What January took, February can restore.
If January felt like a marathon inside a meeting invite. I know, it’s not just you.
The calendar turned, the pressure kicked in, and suddenly your “fresh start” felt more like a sprint through quicksand. For many individuals in new or expanded leadership roles, this first month sets a tone of urgency that’s hard to shake.
But hey, you don’t need a complete overhaul to feel like you’re back in control. Sometimes the shift you need is subtle.
Let’s talk about seven simple leadership strategies to help you reclaim your week without adding more to your already full plate.
1. Audit Before You Add
Pause before saying yes to that next meeting. Ask: What’s already on my plate that no longer belongs there? Start February with a 10-minute calendar sweep. Remove or delegate at least one recurring obligation that isn’t aligned with your role or goals.
2. Choose Your Top Three (Not 30)
Not all priorities are created equal. Each Sunday evening or Monday morning, identify your three leadership priorities for the week. These are areas where you can have impact: strengthening a team member, moving a project, clearing a decision path. Anchor to these before everything else tries to take the lead.
3. Simplify Your Communication Loop
Check how many platforms you’re using to communicate. Slack, Teams, email, text… it’s a lot. Choose one primary channel for the bulk of your team communication and set boundaries around how and when you respond. Clear systems protect your time and your team’s clarity.
4. Start the Week With a ‘Reset Hour’
Carve out the first hour of your Monday or the final hour of your Friday as sacred strategy time. Review goals. Re-center your focus. Reflect on what’s working. When you lead from intention, everything shifts.
5. Schedule Space for Thought Work
You weren’t promoted to think faster. You were promoted to think deeper. Block one 90-minute window this week for strategic, creative, or reflective thinking. Guard it like any high-stakes meeting. This is where influence and vision get sharpened.
6. Designate a Decision Day
If small decisions are clogging your week, set a single day (or half-day) to batch them. Create a rhythm for approvals, follow-ups, and final calls. Decision fatigue is real, contain it where you can.
7. Close Your Week With a Leadership Win
Fridays can feel foggy. End each week by naming one thing you did this week that made you a stronger leader. This habit reinforces progress. You’re doing more than you think; you just haven’t been pausing long enough to see it.
A Thought to Take Into the Weekend
January stretched many of us thin. But February holds a different kind of invitation.
So before you charge into a new month, think about what would a more easeful kind of excellence look like in your leadership right now?
You don’t have to do more to feel more in control. You just need to reclaim what’s already yours: your time, your clarity, your power to choose.
Start now. And let February be the month that feels more aligned.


* ABOUT THIS TASK
Start to finish, repeat the records exactly.

════

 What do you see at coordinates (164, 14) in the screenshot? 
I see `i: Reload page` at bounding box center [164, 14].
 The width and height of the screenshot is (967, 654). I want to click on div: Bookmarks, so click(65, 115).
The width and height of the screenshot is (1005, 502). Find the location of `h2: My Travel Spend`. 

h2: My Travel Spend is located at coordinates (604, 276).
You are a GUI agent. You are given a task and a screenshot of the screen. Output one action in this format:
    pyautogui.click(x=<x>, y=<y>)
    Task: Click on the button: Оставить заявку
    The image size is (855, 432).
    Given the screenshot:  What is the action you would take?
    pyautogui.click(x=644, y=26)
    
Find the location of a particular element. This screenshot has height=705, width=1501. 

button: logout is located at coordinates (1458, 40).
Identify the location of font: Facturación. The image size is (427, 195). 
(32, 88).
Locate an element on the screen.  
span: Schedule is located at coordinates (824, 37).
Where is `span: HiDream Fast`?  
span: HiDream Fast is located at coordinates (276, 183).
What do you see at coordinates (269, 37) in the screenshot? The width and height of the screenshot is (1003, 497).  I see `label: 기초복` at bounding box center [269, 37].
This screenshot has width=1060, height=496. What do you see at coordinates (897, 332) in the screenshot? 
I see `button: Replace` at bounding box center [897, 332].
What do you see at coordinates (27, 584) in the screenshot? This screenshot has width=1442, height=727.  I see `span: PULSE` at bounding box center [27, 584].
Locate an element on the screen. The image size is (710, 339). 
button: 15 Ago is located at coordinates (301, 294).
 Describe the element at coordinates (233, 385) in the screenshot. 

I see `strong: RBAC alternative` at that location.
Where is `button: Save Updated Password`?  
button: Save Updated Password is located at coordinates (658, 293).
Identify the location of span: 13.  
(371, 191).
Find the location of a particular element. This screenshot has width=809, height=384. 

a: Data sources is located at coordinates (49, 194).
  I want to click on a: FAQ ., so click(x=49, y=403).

════

* REPLY TO THE TASK
 What do you see at coordinates (164, 14) in the screenshot? 
I see `i: Reload page` at bounding box center [164, 14].
 The width and height of the screenshot is (967, 654). I want to click on div: Bookmarks, so click(65, 115).
The width and height of the screenshot is (1005, 502). Find the location of `h2: My Travel Spend`. 

h2: My Travel Spend is located at coordinates (604, 276).
You are a GUI agent. You are given a task and a screenshot of the screen. Output one action in this format:
    pyautogui.click(x=<x>, y=<y>)
    Task: Click on the button: Оставить заявку
    The image size is (855, 432).
    Given the screenshot:  What is the action you would take?
    pyautogui.click(x=644, y=26)
    
Find the location of a particular element. This screenshot has height=705, width=1501. 

button: logout is located at coordinates (1458, 40).
Identify the location of font: Facturación. The image size is (427, 195). 
(32, 88).
Locate an element on the screen.  
span: Schedule is located at coordinates (824, 37).
Where is `span: HiDream Fast`?  
span: HiDream Fast is located at coordinates (276, 183).
What do you see at coordinates (269, 37) in the screenshot? The width and height of the screenshot is (1003, 497).  I see `label: 기초복` at bounding box center [269, 37].
This screenshot has width=1060, height=496. What do you see at coordinates (897, 332) in the screenshot? 
I see `button: Replace` at bounding box center [897, 332].
What do you see at coordinates (27, 584) in the screenshot? This screenshot has width=1442, height=727.  I see `span: PULSE` at bounding box center [27, 584].
Locate an element on the screen. The image size is (710, 339). 
button: 15 Ago is located at coordinates (301, 294).
 Describe the element at coordinates (233, 385) in the screenshot. 

I see `strong: RBAC alternative` at that location.
Where is `button: Save Updated Password`?  
button: Save Updated Password is located at coordinates (658, 293).
Identify the location of span: 13.  
(371, 191).
Find the location of a particular element. This screenshot has width=809, height=384. 

a: Data sources is located at coordinates (49, 194).
  I want to click on a: FAQ ., so click(x=49, y=403).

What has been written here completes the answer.